Git Notes
Prepare for Git interview questions covering basics, branching, merging, rebasing, reset, and advanced topics. Includes answers and explanations.
This comprehensive collection covers Git interview questions from basic to advanced, organized by difficulty level.
Beginner Level
Q: What is Git and why is it used? Git is a distributed version control system that tracks file changes, enables team collaboration, supports non-linear development through branching, and maintains complete project history.
Q: What is the difference between git add and git commit? git add moves changes to the staging area (preparation). git commit takes a snapshot of staged changes and permanently records them in the repository history.
Q: What is a branch in Git? A branch is a lightweight pointer to a specific commit. It represents an independent line of development, allowing work to proceed in isolation without affecting other branches.
Q: What is HEAD in Git? HEAD is a pointer to the current branch reference, which in turn points to the last commit on that branch. It represents "where you are now" in the repository.
Q: What is the staging area? The staging area (index) is an intermediate zone between the working directory and the repository. It holds changes marked for the next commit, allowing selective commits.
Intermediate Level
Q: Explain merge vs rebase. Merge creates a new merge commit combining two branches (preserves history). Rebase replays commits on top of another branch (creates linear history but rewrites SHAs). Merge is safe for shared branches; rebase is for local cleanup.
Q: What is a merge conflict and how do you resolve it? A conflict occurs when two branches modify the same lines. Git marks the file with conflict markers (<<<, ===, >>>). Resolve by editing the file, choosing the correct version, removing markers, staging, and committing.
Q: What is git stash used for? Stash temporarily saves uncommitted changes so you can switch branches or pull updates on a clean working directory. Use git stash pop to re-apply.
Q: What is the difference between git reset and git revert? Reset moves HEAD backward, removing commits (rewrites history). Revert creates a new commit that undoes changes (preserves history). Use revert on shared branches, reset on local branches.
Q: How do you undo the last commit?
- Keep changes staged:
git reset --soft HEAD~1 - Keep changes unstaged:
git reset HEAD~1 - Discard changes:
git reset --hard HEAD~1 - On shared branch:
git revert HEAD
Advanced Level
Q: Explain the git reflog. Reflog records every time HEAD changes (commits, resets, checkouts). It is a safety net for recovering lost commits after hard resets, bad rebases, or deleted branches. Entries expire after 90 days.
Q: What is git bisect? A binary search tool for finding the commit that introduced a bug. Mark a good and bad commit, then Git checks out the midpoint for testing. Each step halves the search space — O(log n) efficiency.
Q: Explain git cherry-pick. Cherry-pick applies changes from a specific commit onto the current branch, creating a new commit with the same changes but different SHA. Used for backporting fixes or selective integration.
Q: What is the difference between fetch and pull? Fetch downloads remote changes to tracking branches without modifying your working directory. Pull does fetch + merge, updating your current branch. Fetch is safer for review before integration.
Q: How do Git objects work internally? Git has four object types: blobs (file content), trees (directory listings), commits (snapshot pointers + metadata), and tags (named commit references). All are identified by SHA-1 hashes of their content.
Interview Questions
- What happens when you type
git commit? Git takes a snapshot of the staging area, creates a commit object with tree reference, parent reference, author info, and message, then moves the branch pointer forward.
- Can you explain detached HEAD? It occurs when HEAD points directly to a commit instead of a branch. Commits made in this state will be lost when you switch branches unless you create a branch first.
- What is force push and when is it acceptable? Force push (
--force) overwrites remote history. Only acceptable on personal feature branches after rebase. Never on shared branches. Always prefer--force-with-lease.
- How would you remove a sensitive file from the entire git history? Use
git filter-repo --invert-paths --path fileor BFG Repo-Cleaner. Simple deletion only removes from current state, not history.
- Explain the three-way merge algorithm. Git finds the common ancestor of two branches, then determines what changed in each branch relative to the ancestor. Non-conflicting changes are combined automatically; conflicts require manual resolution.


◆ TO DO ◆
Each line below that contains "elements" counts once; report the total and nothing more.
Segment Start: DATA IN THIS EXERCISE
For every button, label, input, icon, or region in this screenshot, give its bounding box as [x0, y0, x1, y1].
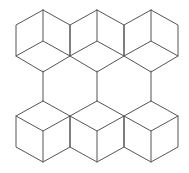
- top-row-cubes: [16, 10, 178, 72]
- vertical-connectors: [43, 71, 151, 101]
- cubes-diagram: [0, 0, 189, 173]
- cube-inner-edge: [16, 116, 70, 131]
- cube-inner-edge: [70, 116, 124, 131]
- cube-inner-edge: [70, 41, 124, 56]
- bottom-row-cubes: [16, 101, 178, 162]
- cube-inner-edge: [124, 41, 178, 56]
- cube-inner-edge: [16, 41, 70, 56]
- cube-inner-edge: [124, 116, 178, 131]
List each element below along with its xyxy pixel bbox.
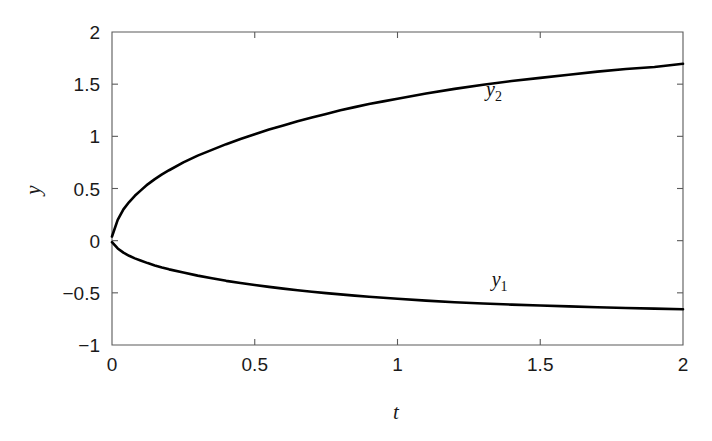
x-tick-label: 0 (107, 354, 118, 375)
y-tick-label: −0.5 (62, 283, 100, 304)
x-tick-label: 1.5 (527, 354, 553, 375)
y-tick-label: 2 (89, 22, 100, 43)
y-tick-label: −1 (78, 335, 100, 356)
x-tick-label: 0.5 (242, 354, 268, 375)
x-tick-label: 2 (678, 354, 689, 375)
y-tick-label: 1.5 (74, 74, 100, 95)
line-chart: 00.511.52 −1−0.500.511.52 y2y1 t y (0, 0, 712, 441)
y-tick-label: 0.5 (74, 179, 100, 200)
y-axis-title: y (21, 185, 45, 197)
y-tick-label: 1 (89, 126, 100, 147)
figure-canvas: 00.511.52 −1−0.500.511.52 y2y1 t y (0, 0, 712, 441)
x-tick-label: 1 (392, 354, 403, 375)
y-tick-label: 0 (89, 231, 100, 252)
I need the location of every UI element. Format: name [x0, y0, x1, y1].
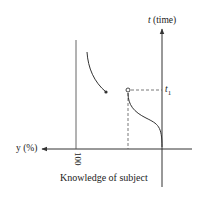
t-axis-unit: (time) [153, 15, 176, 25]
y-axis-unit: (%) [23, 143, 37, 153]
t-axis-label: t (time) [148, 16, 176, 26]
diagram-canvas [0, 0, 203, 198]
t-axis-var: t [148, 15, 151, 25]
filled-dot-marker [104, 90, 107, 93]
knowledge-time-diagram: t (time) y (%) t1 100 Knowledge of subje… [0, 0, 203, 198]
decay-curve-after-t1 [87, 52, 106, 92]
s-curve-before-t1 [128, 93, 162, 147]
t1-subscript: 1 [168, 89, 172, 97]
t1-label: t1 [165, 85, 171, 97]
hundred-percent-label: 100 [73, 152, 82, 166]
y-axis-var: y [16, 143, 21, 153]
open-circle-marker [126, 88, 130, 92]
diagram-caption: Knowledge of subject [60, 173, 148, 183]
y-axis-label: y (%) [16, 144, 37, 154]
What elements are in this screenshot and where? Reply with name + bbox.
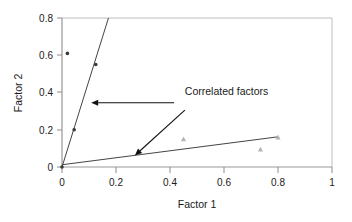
Segment End: DATA IN THIS EXERCISE
Segment Start: DATA IN THIS EXERCISE
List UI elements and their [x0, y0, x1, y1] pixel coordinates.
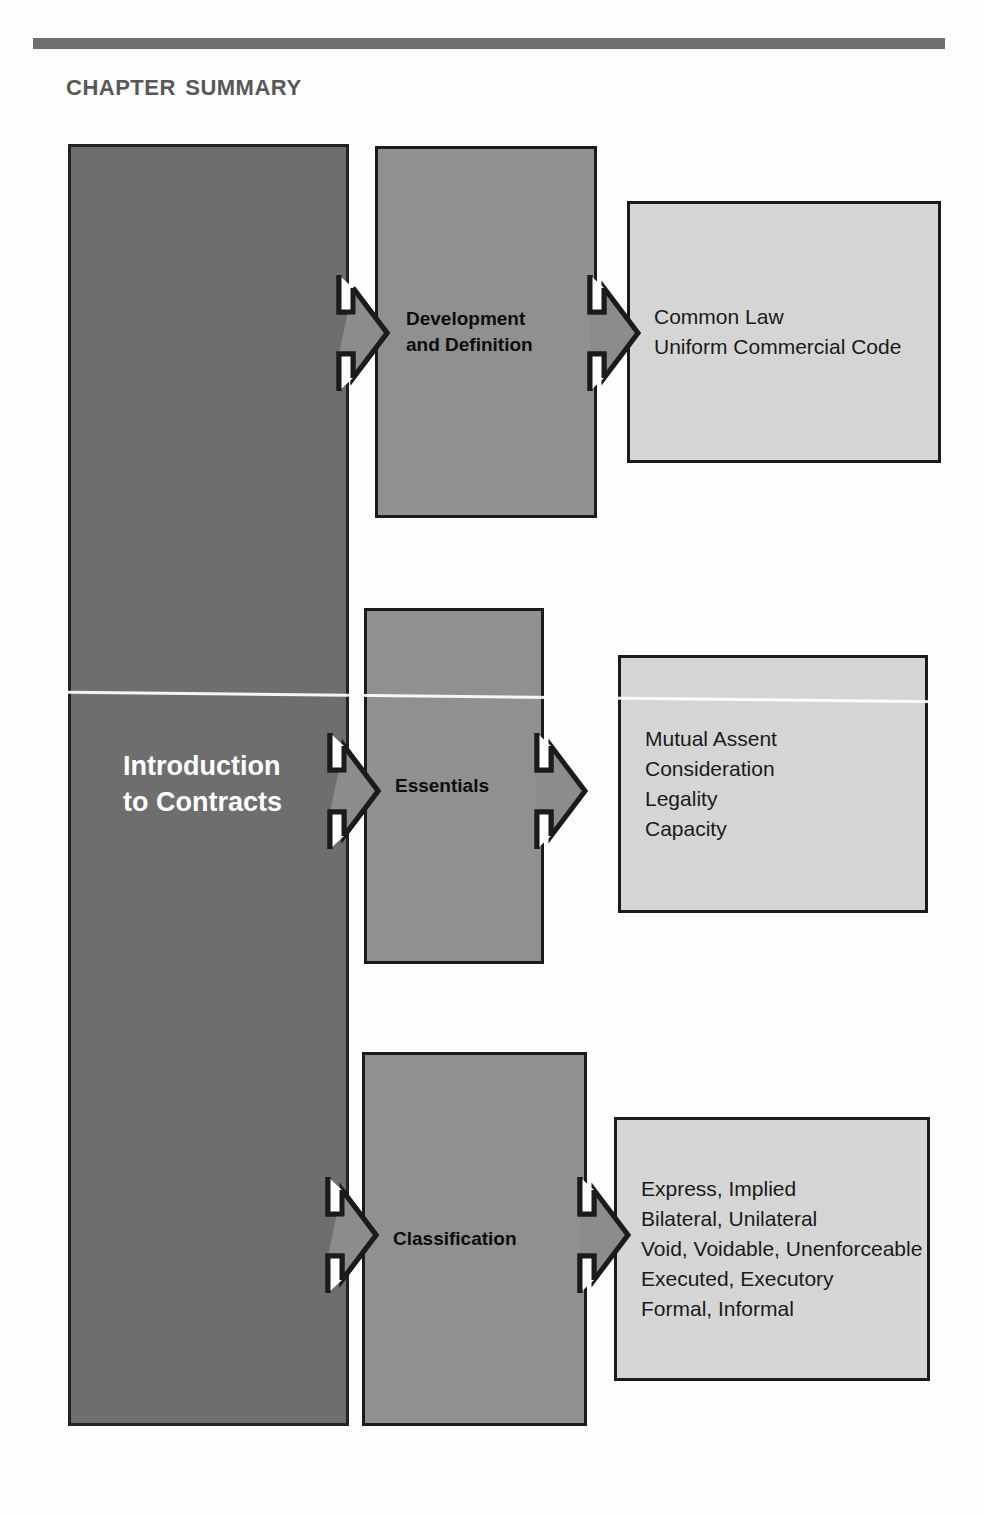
Segment End: DATA IN THIS EXERCISE
◆ SOLVED PROBLEM ◆
2